You've heard of carpal tunnel and shin splints? (The muscle pulling away from the bone, or the casing getting inflamed). It can happen to ANY muscle/bone connection in the body... and what you're describing sounds like that. I'd be willing to lay money on the table that you ripped your connective tissue from the bone lifting weights, and then further aggravated it with continued lifting and activity.
Been there, done that. (That's how I blew out my knees. Small injury on top of small injury, and never taking the time to fully rest/heal/recuperate. Mine, though, had so many small injuries that I have a whole series of problems, including tears, cysts, fraying, etc. Damage one part, and the rest of them start to fall apart).
There are some serious treatments if you've permanently ripped the connective tissue away from the bone (from blood clot reattachments, to stitching, to shortening the tendons/ligaments, to partial or total joint replacement).
However, IF this is the case; the FIRST line of treatment is to STOP. STOP doing the activities that are making it worse, to let the injuries heal. Once they've healed up all they're gonna, then it's 3-6mo of physical therapy, and the reevaluating.
BUT... while this is the most *probable*/common thing to do, you could actually have done a number on yourself in SEVERAL ways; including not just CT damage, but also/or tearing cartilage (and the resulting pain is *either* from the torn cartilage itself OR from bakers cysts -which form near torn cartilage) in either your hip sockets or the cap of your femur or the cartilage in the front of your pelvis (with pain radiating out to each hip), or your coccyx/lower spine (ditto radiating pain)...tons of possible injuries here that I won't even bother to list, or nerve damage, or torn muscle (not tendons or ligaments), or arthritis, or, or, or.
Which all boils down to seeing your doctor. Because no one can diagnose online.
Go to you GP. From there, they may send you to 1 or more of a few different specialists (orthopedic surgeon, sports med, neurology, rheumatology, etc.). Hands down you'll need xrays (to look for stress fractures / fractures / arthritis / degeneration / partial dislocation / etc). If there's no glowing neon sign saying "Yikes!" in the xrays, it's MRI time to look at the soft tissue (tendons & ligaments), cartilage, muscles, & for any cysts.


■ **Description of the task**
With the pictures left out, please return exactly the line holding "Locate the bounding box of <b>drum</b>." and each following line until the entries end.

Start of Input records

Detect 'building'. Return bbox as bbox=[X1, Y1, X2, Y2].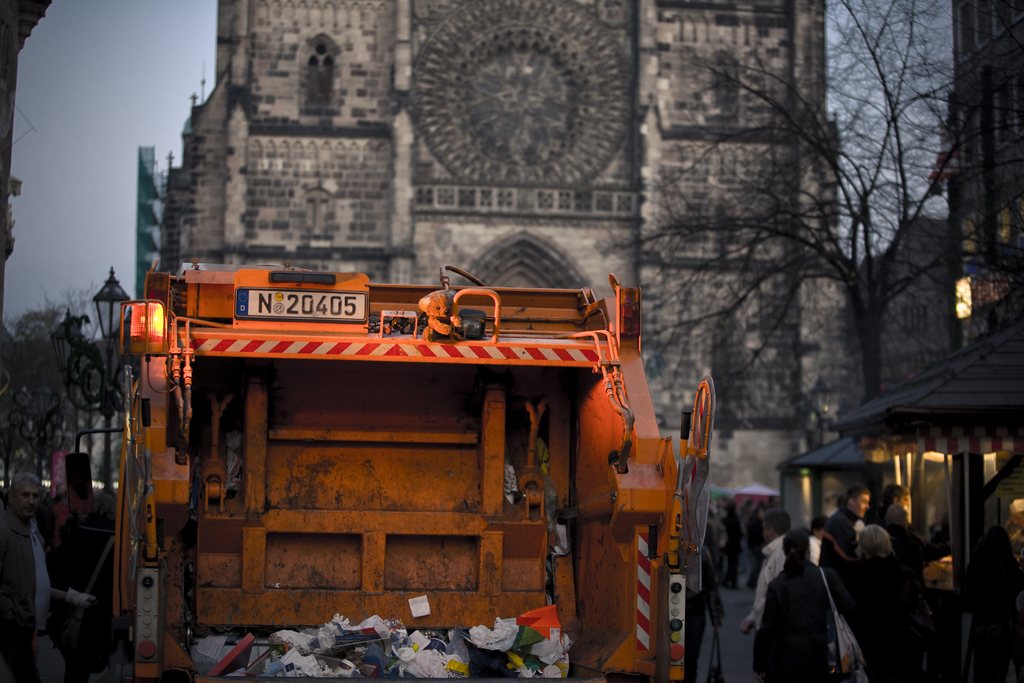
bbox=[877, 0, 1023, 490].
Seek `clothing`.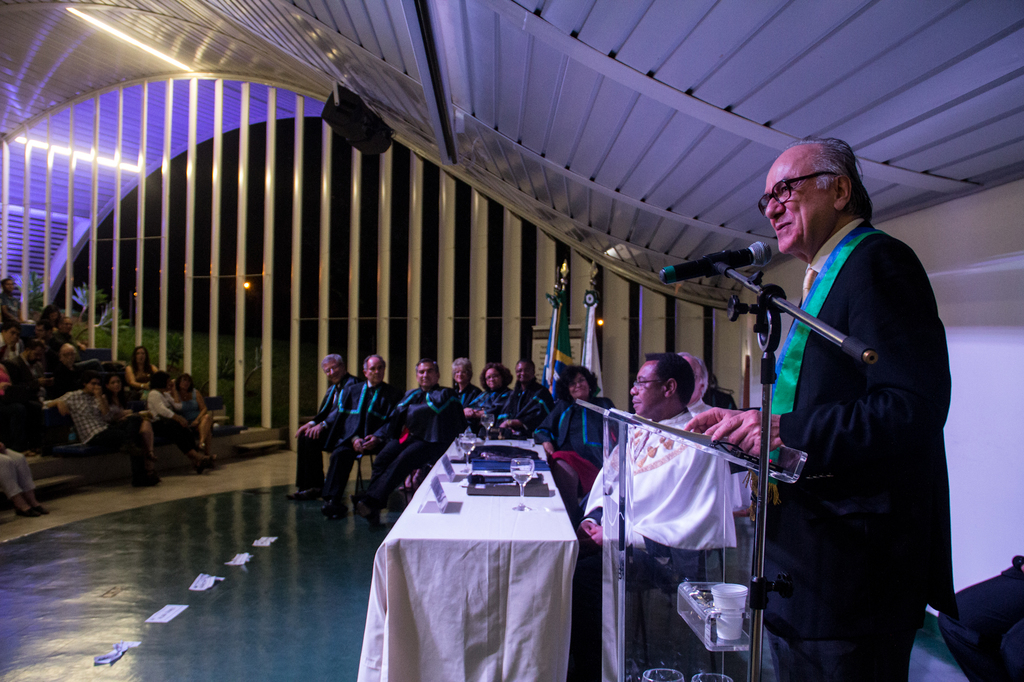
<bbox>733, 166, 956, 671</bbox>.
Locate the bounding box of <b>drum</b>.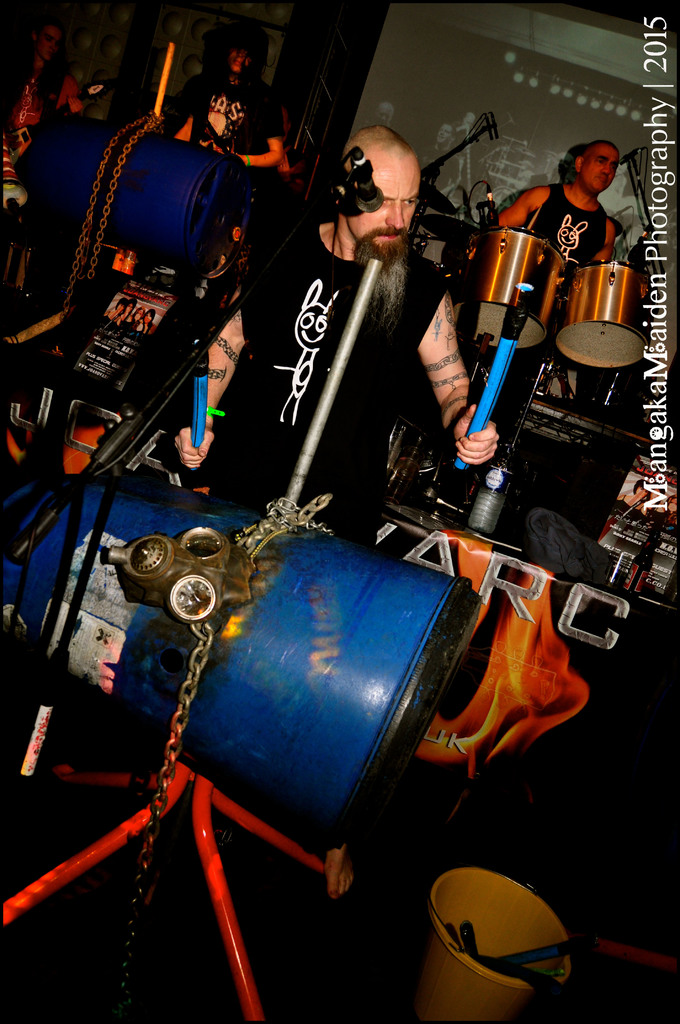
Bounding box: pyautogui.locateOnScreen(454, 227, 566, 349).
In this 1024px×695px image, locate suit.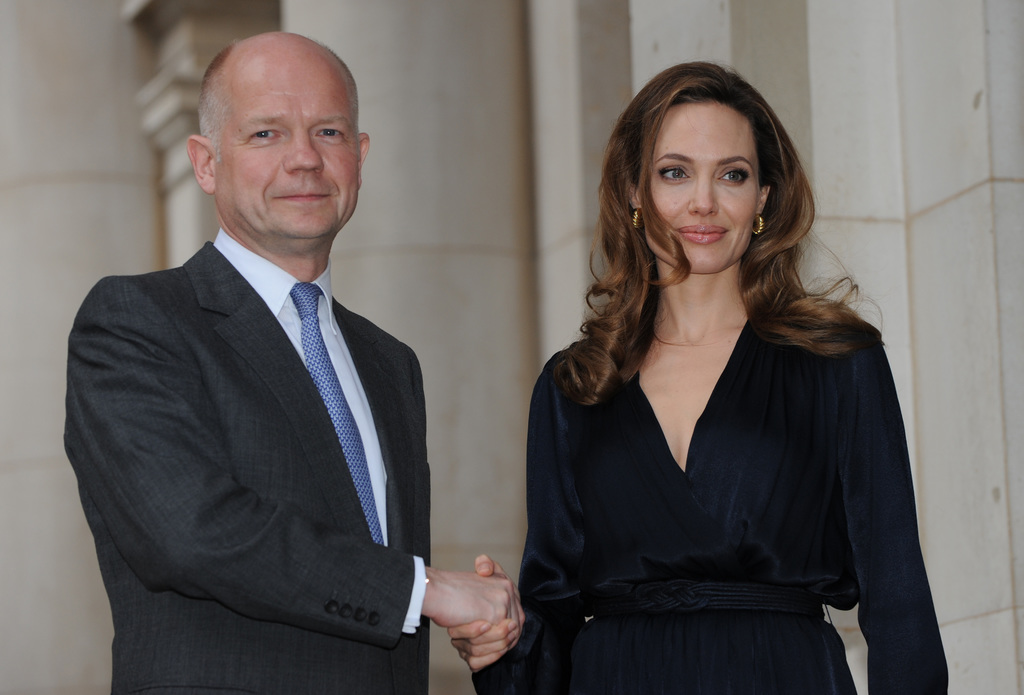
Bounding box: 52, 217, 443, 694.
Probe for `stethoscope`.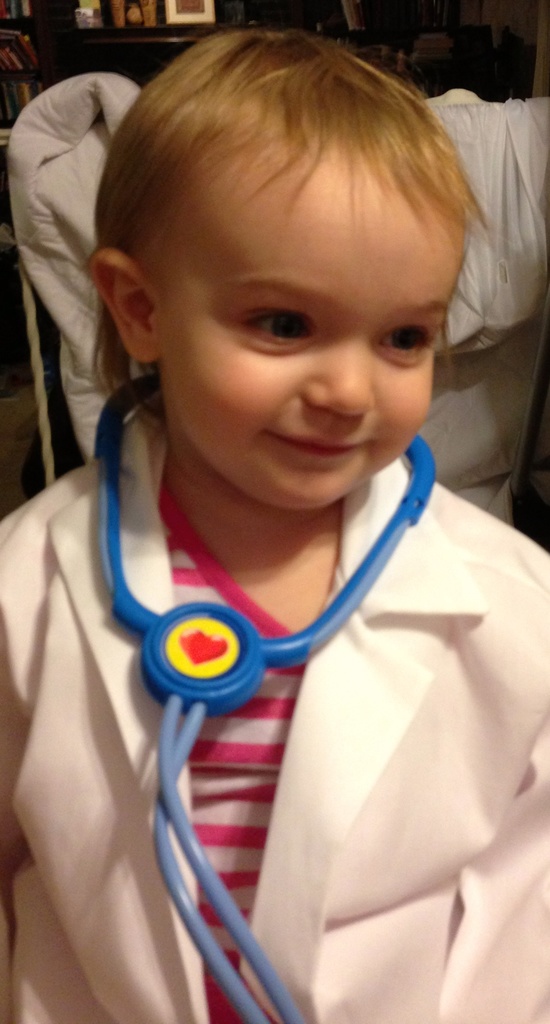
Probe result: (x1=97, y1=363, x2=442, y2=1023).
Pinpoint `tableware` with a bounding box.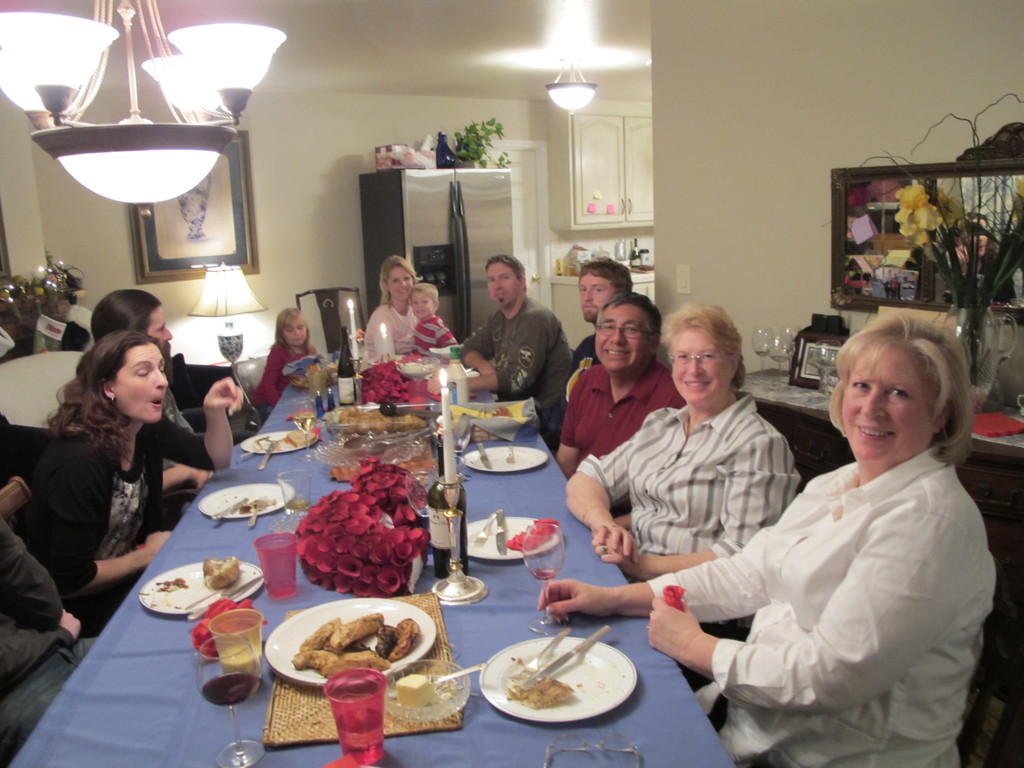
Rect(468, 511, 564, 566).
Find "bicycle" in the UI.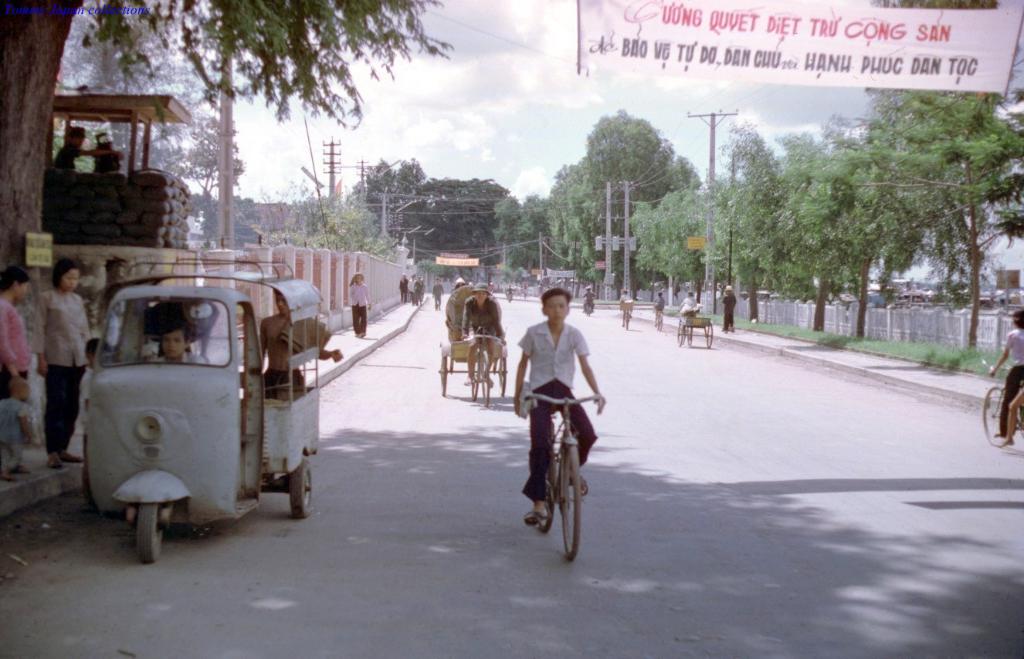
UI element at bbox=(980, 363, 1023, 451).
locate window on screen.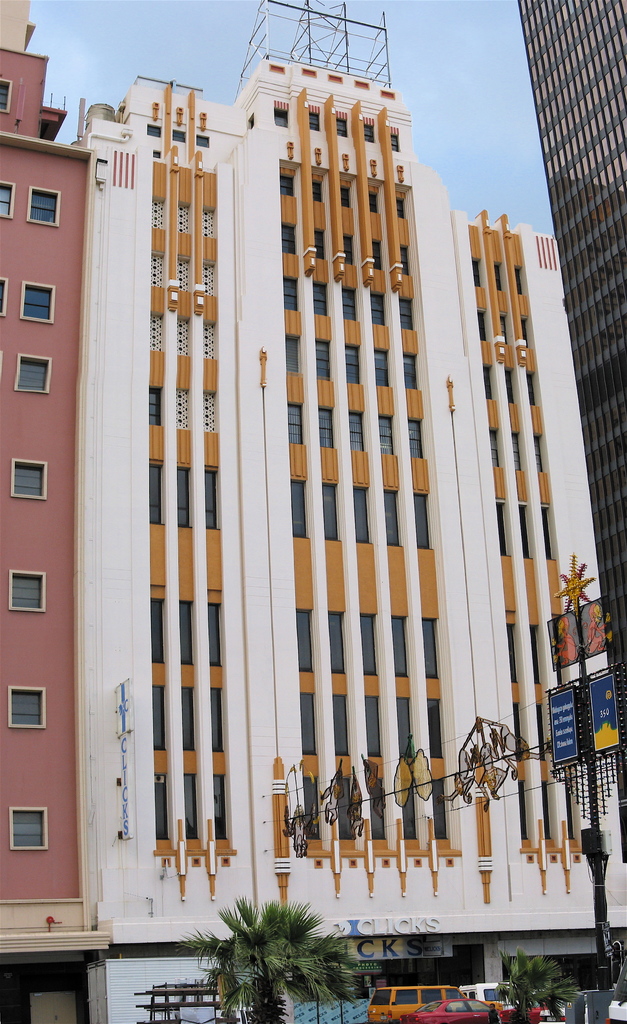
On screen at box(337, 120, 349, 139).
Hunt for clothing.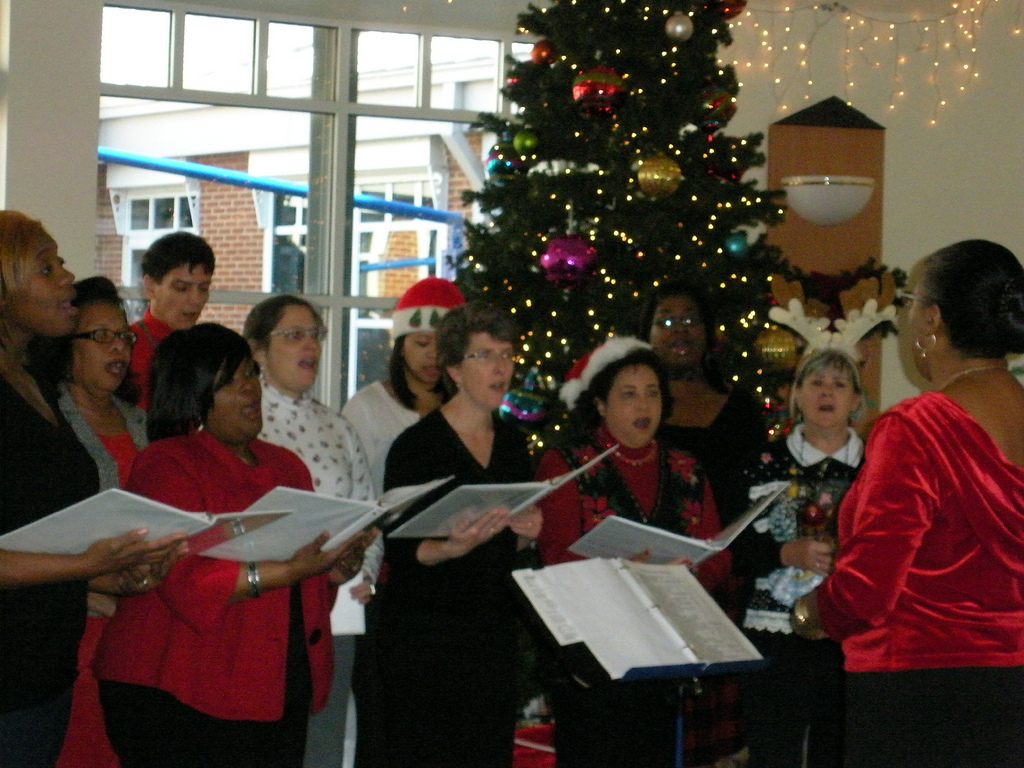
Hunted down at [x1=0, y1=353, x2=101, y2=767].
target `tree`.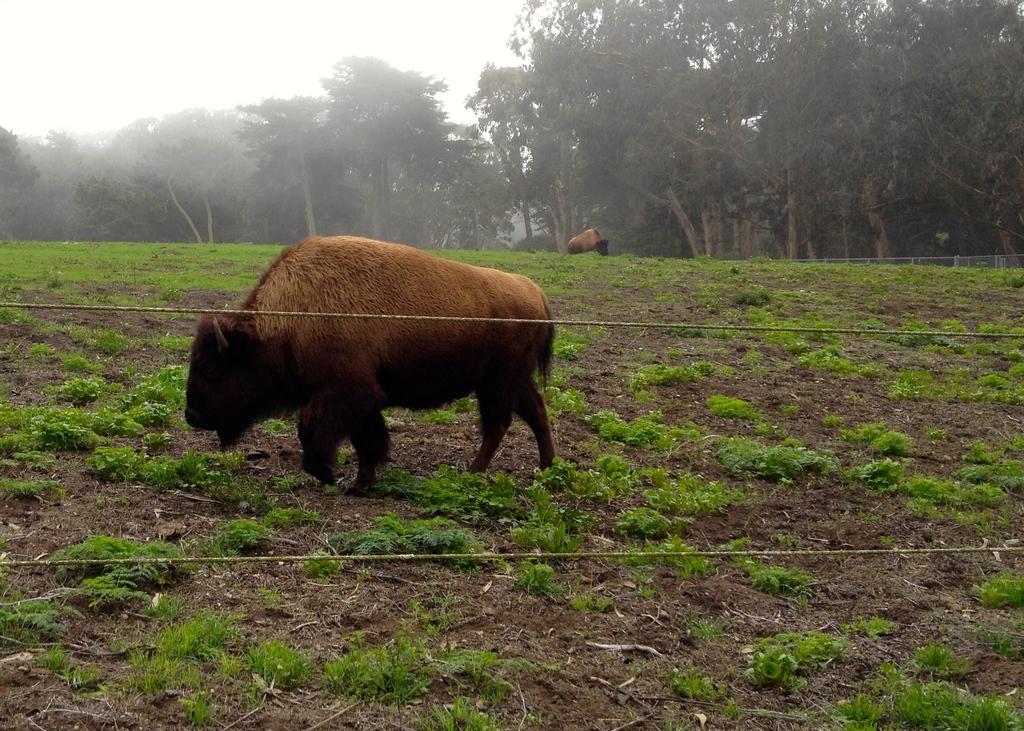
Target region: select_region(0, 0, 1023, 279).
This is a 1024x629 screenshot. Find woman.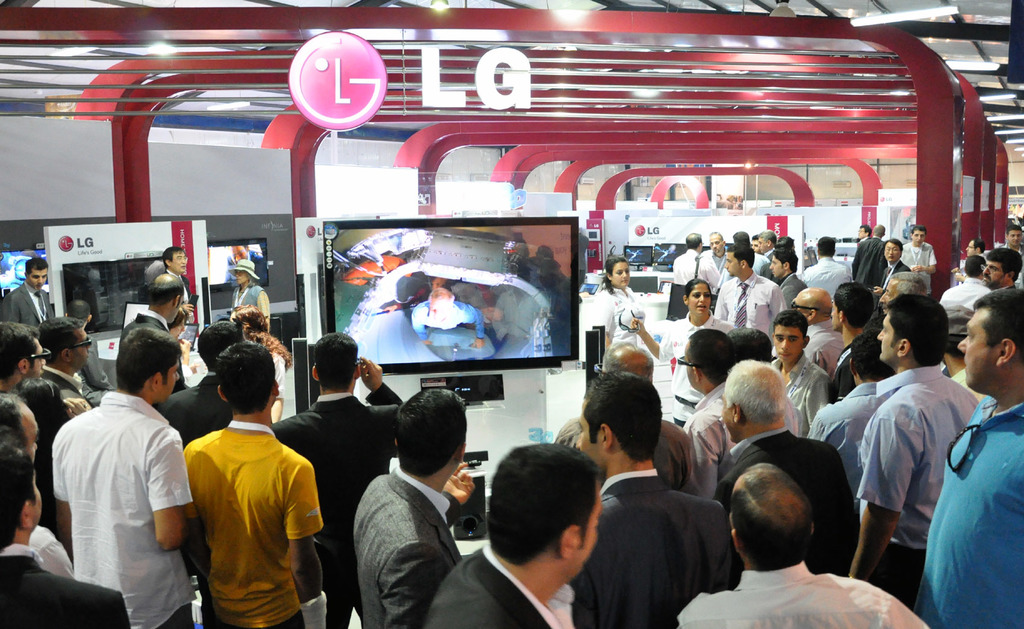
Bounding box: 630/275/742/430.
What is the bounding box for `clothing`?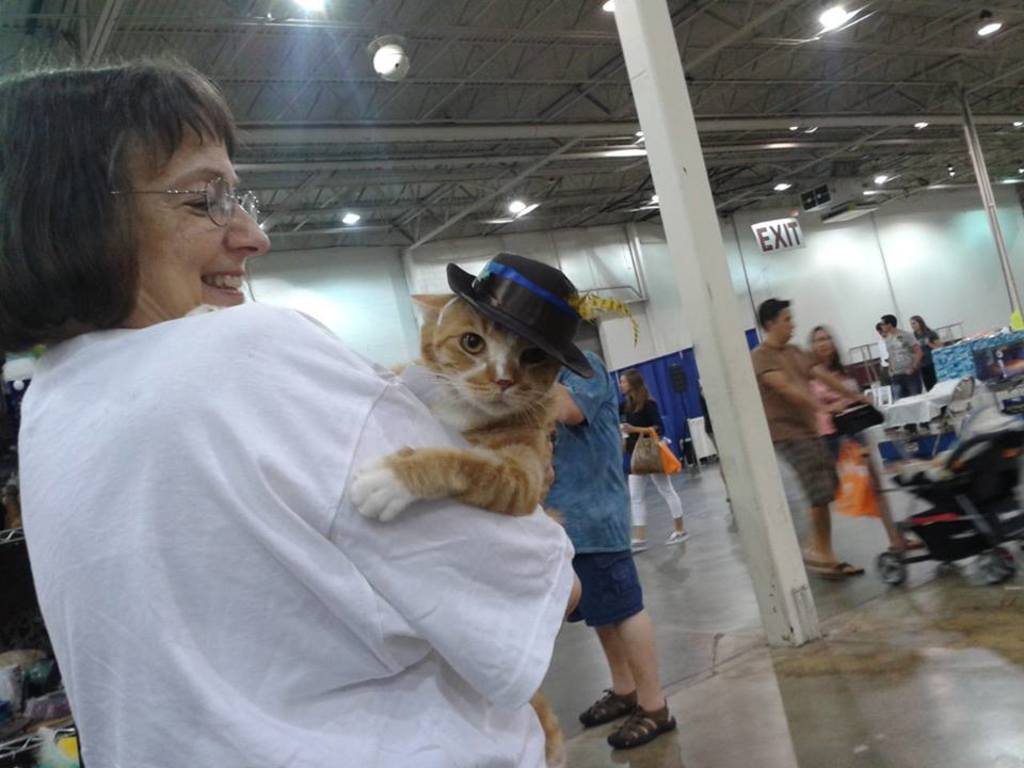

End of Input records

■ **Task output**
Locate the bounding box of <b>drum</b>.
Bounding box: pyautogui.locateOnScreen(454, 227, 566, 349).
In this 1024px×695px image, locate suit.
Bounding box: 52, 217, 443, 694.
Probe for `stethoscope`.
Probe result: (x1=97, y1=363, x2=442, y2=1023).
Pinpoint `tableware` with a bounding box.
Rect(468, 511, 564, 566).
Find "bicycle" in the UI.
UI element at bbox=(980, 363, 1023, 451).
locate window on screen.
On screen at box(337, 120, 349, 139).
Hunt for clothing.
Hunted down at [x1=0, y1=353, x2=101, y2=767].
target `tree`.
Target region: select_region(0, 0, 1023, 279).
This is a 1024x629 screenshot. Find woman.
Bounding box: 630/275/742/430.
What is the bounding box for `clothing`?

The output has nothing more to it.